Jeffrey Germanotta – William Blair
Congratulations on a great profit performance in a tough environment. My question relates to gross profit. You've been doing a lot of good things there whether it's the freight initiative, foreign sourcing, raising prices, etc., and you posted a pretty big year over year increase, over 200 basis points. How do you feel about those components and the sustainability of them as you look at softening demand and lower commodity prices in 2009?
Daniel Florness
We're pretty comfortable. We may not stay at the 53%, but we're comfortable in that 52% range as more of our normal trend in the last few quarters, and there's several reasons. One is our outside sales people are working hard at driving revenue from smaller customers where you can make a little higher margin.

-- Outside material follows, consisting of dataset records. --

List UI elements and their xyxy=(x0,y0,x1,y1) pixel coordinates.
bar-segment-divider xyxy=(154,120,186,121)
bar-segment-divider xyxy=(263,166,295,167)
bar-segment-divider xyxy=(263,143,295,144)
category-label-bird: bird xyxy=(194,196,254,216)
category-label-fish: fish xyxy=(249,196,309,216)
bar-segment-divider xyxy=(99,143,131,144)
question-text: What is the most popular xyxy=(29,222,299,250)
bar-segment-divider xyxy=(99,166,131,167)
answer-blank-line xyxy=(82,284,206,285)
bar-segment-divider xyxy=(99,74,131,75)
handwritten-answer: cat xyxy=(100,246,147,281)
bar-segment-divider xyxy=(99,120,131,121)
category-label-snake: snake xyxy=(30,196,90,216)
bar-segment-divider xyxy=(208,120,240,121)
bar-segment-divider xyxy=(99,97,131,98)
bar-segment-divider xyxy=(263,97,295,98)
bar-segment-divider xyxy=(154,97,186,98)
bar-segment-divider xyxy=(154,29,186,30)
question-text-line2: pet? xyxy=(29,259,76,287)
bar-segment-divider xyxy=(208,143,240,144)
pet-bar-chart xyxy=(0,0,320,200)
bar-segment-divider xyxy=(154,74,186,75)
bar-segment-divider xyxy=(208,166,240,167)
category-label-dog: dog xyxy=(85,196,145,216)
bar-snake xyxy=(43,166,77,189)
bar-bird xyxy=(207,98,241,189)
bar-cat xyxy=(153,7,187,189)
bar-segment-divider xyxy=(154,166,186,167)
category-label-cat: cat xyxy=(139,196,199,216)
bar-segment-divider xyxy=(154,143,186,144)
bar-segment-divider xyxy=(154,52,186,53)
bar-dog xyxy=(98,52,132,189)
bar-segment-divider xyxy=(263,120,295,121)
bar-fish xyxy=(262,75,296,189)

Second is, when the commodity prices drop, some of you'll have to give back, but some of it we don't have to give back, understanding that our average customer does $200 to $250. We take out the key accounts, the average customer only does about $200 to $250 in fasteners. So it's not a high visibility item. We can continue. If we offer high service levels we can continue to actually improve our margins as costs come down, now lose our margin.
And the third is transportation. As I said, you can tell I was elated by our progress of the transportation. We've actually kind of shaken the rug on that. We found a bunch of areas we can save money and I'm very confident that we have more room to improve the gross margin with the transportation expenses are going to margin component.
So we're comfortable where we are in gross margin and we believe we can maintain a level at or above where we did in 2008.
Operator
Your next question comes form Adam Uhlman – Cleveland Research.
Adam Uhlman – Cleveland Research
How much did diesel prices and transportation costs boost gross margin in the fourth quarter?
Daniel Florness
You're looking at about, if you look at the fuel costs, I'll touch on that point. Our fuel cost dropped about $4 million from Q3 to Q4 and about half that number, $2 million would have benefited cost of goods.
Adam Uhlman – Cleveland Research
Could you talk about active account growth in the third quarter and then in the fourth quarter what kind of growth rates are you seeing?